Editorial - Politics trivializes many things
When President Noynoy Aquino delivered his first State of the Nation Address, among the most dramatic highlights of his speech was the disclosure that the country was virtually drowning in an oversupply of rice.
So huge was the oversupply that large parts of the stock were actually rotting, or so the president said at the time. As if on cue, many of his underlings chimed in, reporting terrifying scenes of valuable rice wasting away.
The obvious drift, of course, was to accuse the previous administration of importing more rice than the country needs, the implication being that there probably was money to be made from the imports.
To the open-minded, however, importing more rice than needed makes perfect sense to a country that relies on imports to feed its people. The Philippines cannot afford to have rice run out on its 90 million citizens. The consequences are just too terrifying to leave to chance.
Imports take some time to reach our shores. That means that if rice runs out today, you do not place an import order tomorrow. You place the order way in advance. That way, you have ample stocks at hand. What some people call prudence, others call a glut, or an oversupply.
And aside from imports taking time to arrive, there is also that small matter of whether or not a rice exporting country agrees to sell us its rice. Surely, the ban by Russia against the exportation of its wheat should have struck some sense into some of us by now.
Now, after all the noise has been expended needlessly by that SONA disclosure, along comes Lito Banayo, Noynoy's administrator at the National Food Authority, warning the country of a rice shortage next year unless the government imports up to 1.5 million metric tons of rice.
But wasn't it just less than three months ago that the nation was told, by no less than its president, that it was literally swimming in an ocean of rice, that there was so much rice than can be consumed that some of that rice were now actually rotting?
So what happened? What is it really? Is there an actual oversupply of rice or was that simply a neat way of burnishing one's image at the expense of another's? If there is no avoiding playing politics, let it not be at the expense of something as serious as food security.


From the listing below, extract each line containing the string "labels".

[Available data — start]

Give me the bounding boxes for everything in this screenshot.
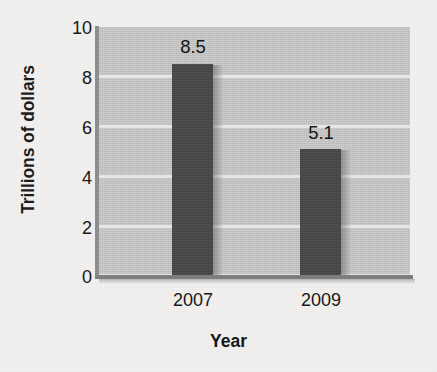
bar-shadow — [212, 65, 223, 277]
bar-value-label-2009: 5.1 — [308, 124, 334, 143]
x-axis-title-text: Year — [210, 331, 247, 352]
y-axis-title: Trillions of dollars — [13, 0, 43, 278]
bar-value-label-2007: 8.5 — [180, 38, 206, 57]
gridline — [99, 225, 410, 228]
bar-2009[interactable] — [300, 149, 341, 277]
y-axis-line — [95, 26, 99, 279]
x-tick-label-2007: 2007 — [173, 291, 213, 309]
y-tick-label: 2 — [50, 219, 92, 237]
gridline — [99, 125, 410, 128]
plot-area — [99, 27, 410, 277]
y-tick-label: 0 — [50, 268, 92, 286]
x-axis-title: Year — [0, 331, 437, 352]
y-tick-label: 6 — [50, 119, 92, 137]
x-axis-line — [95, 275, 413, 279]
y-tick-label: 8 — [50, 69, 92, 87]
gridline — [99, 75, 410, 78]
y-tick-label: 4 — [50, 169, 92, 187]
y-axis-title-text: Trillions of dollars — [18, 65, 39, 214]
x-tick-label-2009: 2009 — [301, 291, 341, 309]
y-tick-label: 10 — [50, 19, 92, 37]
bar-shadow — [340, 150, 351, 277]
y-axis-tick-labels: 10 8 6 4 2 0 — [48, 0, 92, 372]
bar-2007[interactable] — [172, 64, 213, 277]
gridline — [99, 175, 410, 178]
x-axis-shadow — [99, 279, 415, 284]
bar-chart-figure: Trillions of dollars 10 8 6 4 2 0 8.5 5.… — [0, 0, 437, 372]
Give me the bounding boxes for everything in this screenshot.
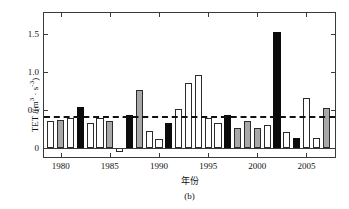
bar-1983 xyxy=(87,123,94,148)
x-tick-label-1980: 1980 xyxy=(52,161,70,171)
bar-1996 xyxy=(214,123,221,148)
x-tick-mark-2000 xyxy=(257,153,258,157)
figure-caption: (b) xyxy=(43,191,336,201)
bar-1979 xyxy=(47,121,54,148)
bar-2006 xyxy=(313,138,320,148)
y-tick-label-0: 0 xyxy=(35,143,40,152)
mean-reference-line xyxy=(44,116,335,118)
x-tick-label-1990: 1990 xyxy=(150,161,168,171)
bar-1989 xyxy=(146,131,153,148)
y-axis-title-close: ) xyxy=(30,77,40,80)
x-axis-title: 年份 xyxy=(43,176,336,186)
zero-baseline xyxy=(44,148,335,149)
bar-2003 xyxy=(283,132,290,148)
bar-2002 xyxy=(273,32,280,148)
x-tick-label-1985: 1985 xyxy=(101,161,119,171)
y-tick-mark-0 xyxy=(44,148,48,149)
x-tick-mark-top-1980 xyxy=(61,13,62,17)
x-tick-mark-top-2000 xyxy=(257,13,258,17)
plot-area: 00.51.01.5198019851990199520002005 xyxy=(43,12,336,158)
bar-1982 xyxy=(77,107,84,148)
bar-1998 xyxy=(234,128,241,148)
y-tick-mark-0.5 xyxy=(44,110,48,111)
bar-1980 xyxy=(57,120,64,148)
x-tick-mark-top-1985 xyxy=(110,13,111,17)
bar-1992 xyxy=(175,109,182,148)
bar-1988 xyxy=(136,90,143,148)
x-tick-label-1995: 1995 xyxy=(199,161,217,171)
bar-1990 xyxy=(155,139,162,148)
y-tick-mark-1.5 xyxy=(44,34,48,35)
x-tick-mark-top-2005 xyxy=(306,13,307,17)
x-tick-mark-1990 xyxy=(159,153,160,157)
x-tick-label-2005: 2005 xyxy=(297,161,315,171)
bar-2001 xyxy=(264,125,271,148)
bar-2007 xyxy=(323,108,330,147)
bar-1985 xyxy=(106,121,113,148)
bars-layer xyxy=(44,13,335,157)
x-tick-mark-2005 xyxy=(306,153,307,157)
bar-1991 xyxy=(165,123,172,148)
bar-2004 xyxy=(293,138,300,148)
x-tick-mark-top-1995 xyxy=(208,13,209,17)
y-tick-label-1.5: 1.5 xyxy=(28,30,39,39)
bar-1997 xyxy=(224,115,231,148)
bar-1995 xyxy=(205,118,212,148)
figure-panel-b: TET /(m3 · s-3) 00.51.01.519801985199019… xyxy=(0,0,349,209)
y-tick-mark-1.0 xyxy=(44,72,48,73)
bar-1981 xyxy=(67,118,74,148)
y-axis-title-middot: · s xyxy=(30,86,40,97)
bar-1994 xyxy=(195,75,202,148)
bar-2005 xyxy=(303,98,310,148)
x-tick-mark-1980 xyxy=(61,153,62,157)
y-tick-mark-right-0 xyxy=(331,148,335,149)
bar-2000 xyxy=(254,128,261,148)
bar-1984 xyxy=(96,118,103,148)
bar-1999 xyxy=(244,121,251,148)
x-tick-mark-1995 xyxy=(208,153,209,157)
y-tick-mark-right-1.5 xyxy=(331,34,335,35)
y-tick-label-1.0: 1.0 xyxy=(28,68,39,77)
x-tick-mark-top-1990 xyxy=(159,13,160,17)
y-axis-title-exp-1: 3 xyxy=(28,97,36,101)
x-tick-label-2000: 2000 xyxy=(248,161,266,171)
y-tick-mark-right-1.0 xyxy=(331,72,335,73)
y-tick-label-0.5: 0.5 xyxy=(28,106,39,115)
y-tick-mark-right-0.5 xyxy=(331,110,335,111)
bar-1987 xyxy=(126,115,133,148)
x-tick-mark-1985 xyxy=(110,153,111,157)
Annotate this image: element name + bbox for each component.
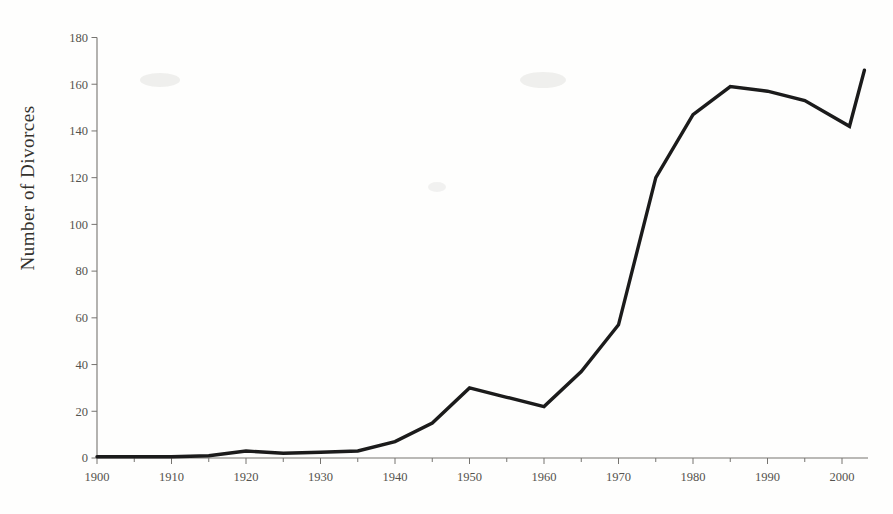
x-tick-label: 1900 [85,470,110,484]
tick-labels: 0204060801001201401601801900191019201930… [69,31,854,484]
x-tick-label: 1910 [159,470,184,484]
y-tick-label: 20 [76,405,89,419]
x-tick-label: 1980 [681,470,706,484]
x-tick-label: 1940 [383,470,408,484]
x-tick-label: 1960 [532,470,557,484]
y-tick-label: 60 [76,311,89,325]
data-series [97,70,864,457]
y-tick-label: 0 [82,451,88,465]
y-tick-label: 100 [69,218,88,232]
y-tick-label: 160 [69,78,88,92]
tick-marks [92,38,843,465]
y-axis-label: Number of Divorces [17,105,38,270]
y-tick-label: 80 [76,264,89,278]
scan-smudge [520,72,566,88]
scan-smudge [428,182,446,192]
divorce-line-chart: 0204060801001201401601801900191019201930… [0,0,893,514]
x-tick-label: 1990 [755,470,780,484]
y-tick-label: 140 [69,124,88,138]
y-tick-label: 180 [69,31,88,45]
data-line [97,70,864,457]
x-tick-label: 1920 [234,470,259,484]
scan-smudge [140,73,180,87]
x-tick-label: 2000 [830,470,855,484]
scan-smudges [140,72,566,192]
x-tick-label: 1970 [606,470,631,484]
axes [97,38,868,459]
x-tick-label: 1950 [457,470,482,484]
y-tick-label: 40 [76,358,89,372]
y-tick-label: 120 [69,171,88,185]
chart-page: 0204060801001201401601801900191019201930… [0,0,893,514]
x-tick-label: 1930 [308,470,333,484]
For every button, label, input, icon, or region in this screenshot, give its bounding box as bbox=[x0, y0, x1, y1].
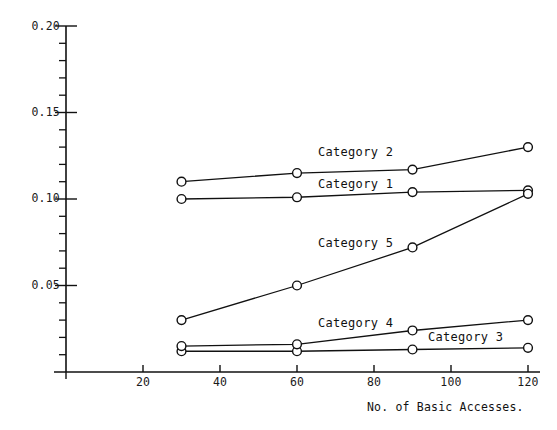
series-label-category-4: Category 4 bbox=[316, 316, 395, 330]
series-line-category-1 bbox=[182, 190, 529, 199]
x-tick-label-80: 80 bbox=[354, 375, 394, 389]
series-line-category-3 bbox=[182, 348, 529, 351]
data-point-marker bbox=[293, 340, 302, 349]
data-point-marker bbox=[177, 195, 186, 204]
series-line-category-5 bbox=[182, 194, 529, 320]
data-point-marker bbox=[293, 193, 302, 202]
data-point-marker bbox=[408, 165, 417, 174]
y-tick-label-0: 0.20 bbox=[8, 19, 60, 33]
x-tick-label-40: 40 bbox=[200, 375, 240, 389]
chart-plot-svg bbox=[0, 0, 557, 430]
x-axis-caption: No. of Basic Accesses. bbox=[367, 400, 524, 414]
series-label-category-3: Category 3 bbox=[426, 330, 505, 344]
data-point-marker bbox=[177, 342, 186, 351]
y-tick-label-2: 0.10 bbox=[8, 191, 60, 205]
data-point-marker bbox=[524, 316, 533, 325]
data-point-marker bbox=[408, 345, 417, 354]
x-tick-label-60: 60 bbox=[277, 375, 317, 389]
data-point-marker bbox=[408, 188, 417, 197]
x-tick-label-20: 20 bbox=[123, 375, 163, 389]
data-point-marker bbox=[177, 177, 186, 186]
series-label-category-2: Category 2 bbox=[316, 145, 395, 159]
data-point-marker bbox=[408, 243, 417, 252]
chart-container: 0.20 0.15 0.10 0.05 20 40 60 80 100 120 … bbox=[0, 0, 557, 430]
data-point-marker bbox=[293, 281, 302, 290]
data-point-marker bbox=[524, 189, 533, 198]
y-tick-label-3: 0.05 bbox=[8, 278, 60, 292]
x-tick-label-120: 120 bbox=[508, 375, 548, 389]
data-point-marker bbox=[408, 326, 417, 335]
data-point-marker bbox=[293, 169, 302, 178]
series-label-category-1: Category 1 bbox=[316, 177, 395, 191]
y-tick-label-1: 0.15 bbox=[8, 105, 60, 119]
x-tick-label-100: 100 bbox=[431, 375, 471, 389]
data-point-marker bbox=[524, 343, 533, 352]
data-point-marker bbox=[524, 143, 533, 152]
series-label-category-5: Category 5 bbox=[316, 236, 395, 250]
data-point-marker bbox=[177, 316, 186, 325]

[Available data — finish]

(Answer to this task)
y-axis-tick-labels: 10 8 6 4 2 0 — [48, 0, 92, 372]
tick-labels: 0204060801001201401601801900191019201930… [69,31,854,484]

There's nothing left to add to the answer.